Blackstone Venture Looks to Offload $1.8B Old Signature Bank CRE Loans

Will it help establish a price floor for multifamily or help kick out the props like another form of distress?

A Blackstone partnership with Canada Pension Plan Investment Board and Rialto Capital that had won a 20% stake in nearly $17 billion of the former Signature loans in December 2023, is selling that interest, as Bloomberg reported.

It may draw investor interest because sales could help highlight what current values for properties actually are. The lack of price discovery has been a thorn in the side of markets since 2022, when interest rates kept rising and valuations, dropping. Some estimates had previously pegged the impact on the involved properties valuations as from 15% to 40% lower than their face value.

However, at best this will be only one data point and one potentially flawed to offer wider insight.

The $33 billion CRE loan portfolio from Signature Bank’s collapse early in 2023 went up for sale last year. The majority of the CRE loan portfolio are secured by multifamily properties, primarily located in New York City, according to FDIC. About $15 billion of the CRE loans are on rent-stabilized or rent controlled multifamily units.

They were going to be sold in tranches and there’s been controversy, like when Brookfield claimed the FDIC ran a secret auction and awarded a bid on two pools of affordable housing assets for only 70 cents on the dollar when the giant had bid 80. The FDIC noted that it had dual mandates — one to recover money, the other “to maximize the preservation of the availability and affordability of residential real property for low- and moderate-income individuals.”

Put differently, these are properties where the maintenance of valuation for the interest of investors takes a back seat to the dual mandates married to the concept that the properties have to go. The FDIC can’t keep hold of the buildings indefinitely, but also can’t write off the availability of affordable housing. Maximizing potential valuations is not necessarily the goal.

The selling of units at a cut price doesn’t necessarily have an impact on valuations everywhere. These are concentrated in New York. Even if there is downward pressure, will that extend to a Class-A multifamily in Dallas/? Probably not. There will be different market rates and rent growth.

“I think more price discovery, especially in a market like this, is almost always a good thing,” Matt Reidy, director of commercial real estate economics for Moody’s Analytics CRE, tells GlobeSt.com. “Some of what was sold was affordable housing or rent-stabilized or rent-controlled multifamily units. Given that the FDIC wants those to remain as affordable as possible, [the markets will] take that into account. When a big portfolio sells and sets a price for existing loans, it’s going to affect every market. There may be influences on the pricing that go beyond a pure price discovery exercise. Some of it depends on what the underlying loans and collateral were, how they were performing. The degree and extent to which it affects other markets depends on those markets.”

Also, the sales of the Signature Bank loan properties aren’t the only dynamic affecting valuations. Multifamily unit deliveries will top last year’s — which was a record — by 50%. In many markets, especially in the South, that is likely to have a significant impact on occupancies and rents, when means an effect on valuations. The hypothetical Dallas apartment building might lose value because another 38,400 units are expected to hit that market this year.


◆ Work task:
Restate word for word only the lines from the one with "What do you" through the end of the records; no pictures belong in the copy.

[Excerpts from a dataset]
○ ○ ○ ○ ○ ○ ○

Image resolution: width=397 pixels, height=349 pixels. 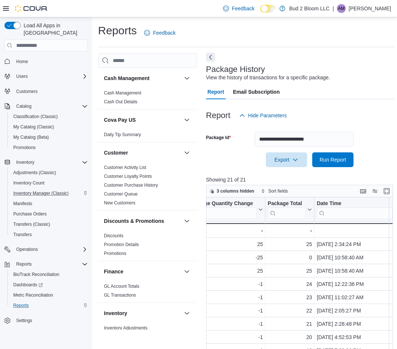 I want to click on span: Customers, so click(x=51, y=91).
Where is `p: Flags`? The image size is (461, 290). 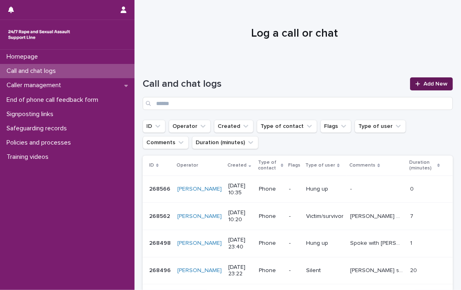
p: Flags is located at coordinates (294, 165).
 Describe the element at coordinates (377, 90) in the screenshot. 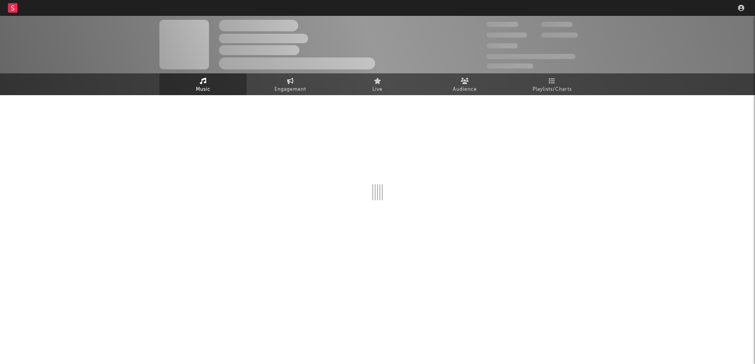

I see `span: Live` at that location.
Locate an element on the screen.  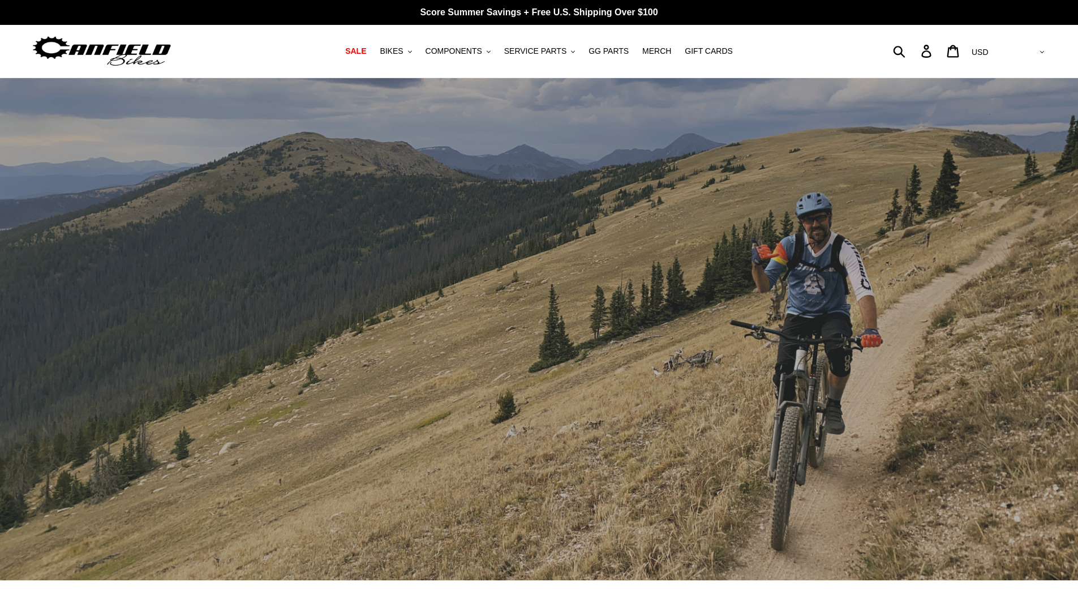
span: COMPONENTS is located at coordinates (454, 51).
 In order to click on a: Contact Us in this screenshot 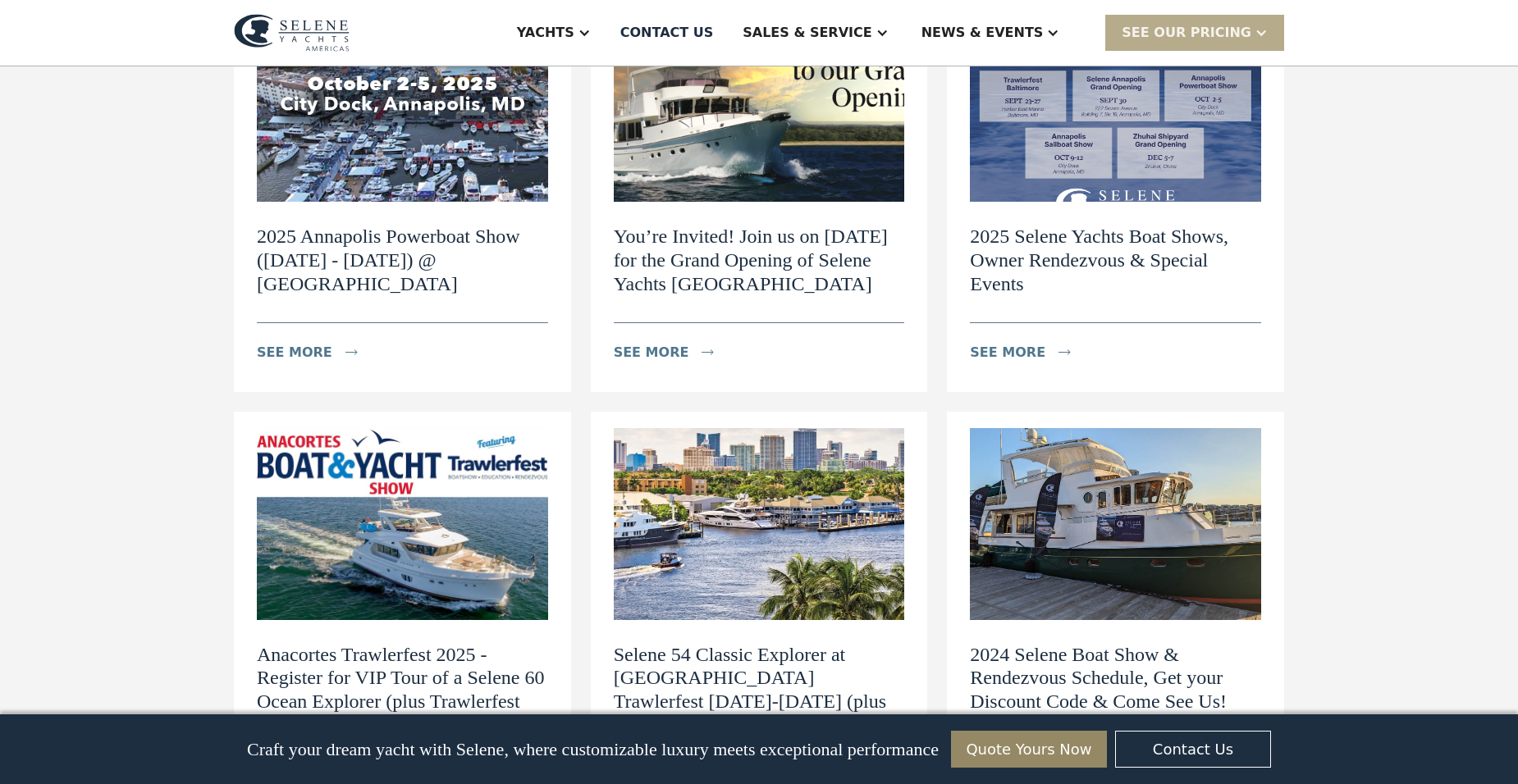, I will do `click(1193, 749)`.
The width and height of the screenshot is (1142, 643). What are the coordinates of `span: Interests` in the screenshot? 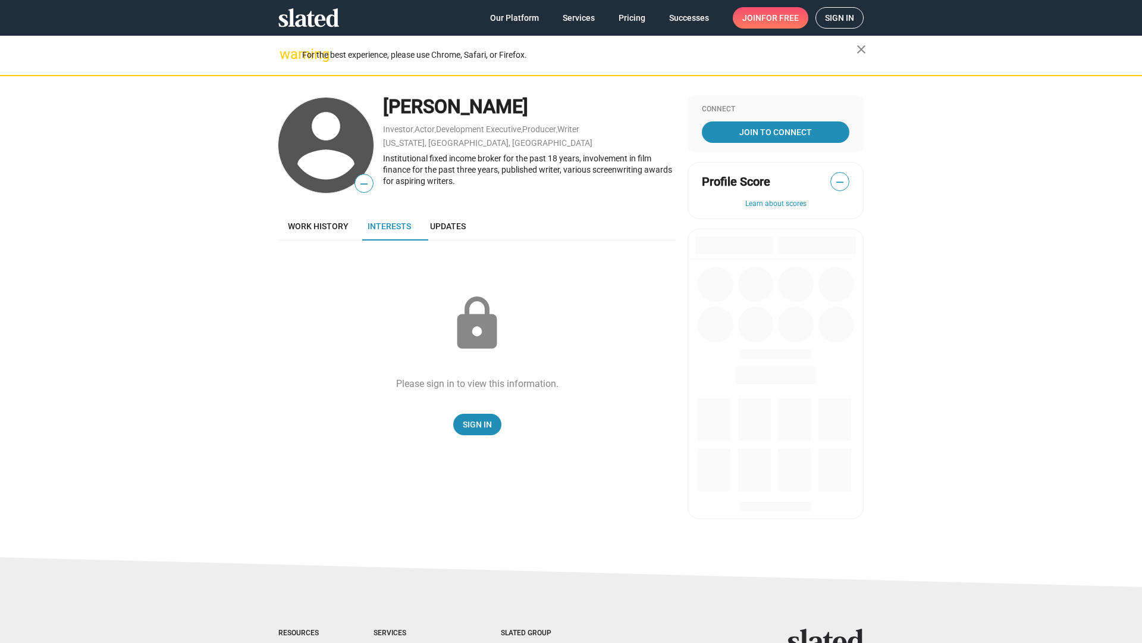 It's located at (389, 226).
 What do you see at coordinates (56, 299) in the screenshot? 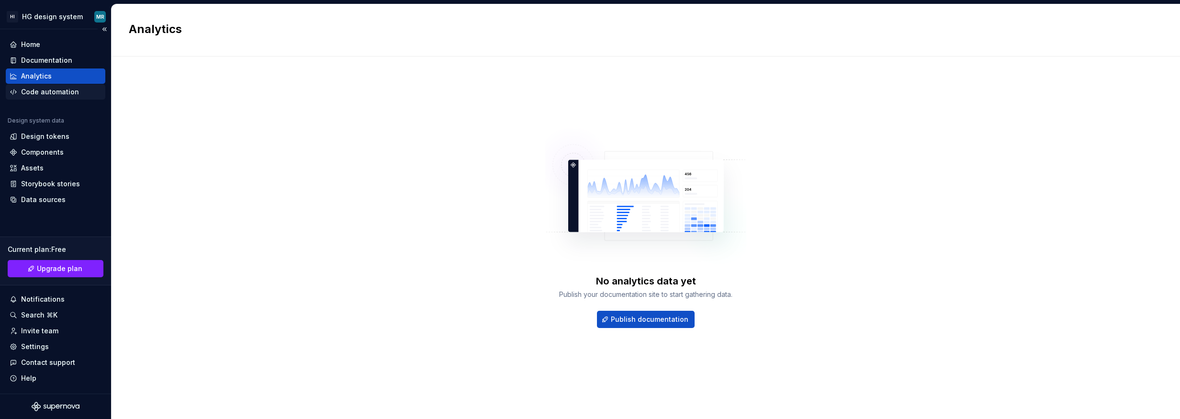
I see `button: Notifications` at bounding box center [56, 299].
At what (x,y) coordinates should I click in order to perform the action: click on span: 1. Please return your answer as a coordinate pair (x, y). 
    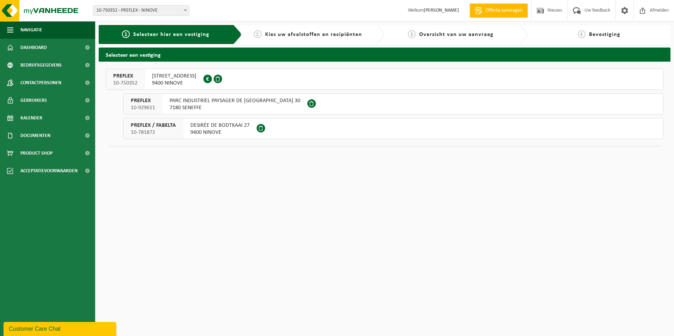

○ ○ ○ ○ ○ ○ ○

◆ Solution to this problem:
 What do you see at coordinates (56, 299) in the screenshot? 
I see `button: Notifications` at bounding box center [56, 299].
At what (x,y) coordinates should I click in order to perform the action: click on span: 1. Please return your answer as a coordinate pair (x, y). 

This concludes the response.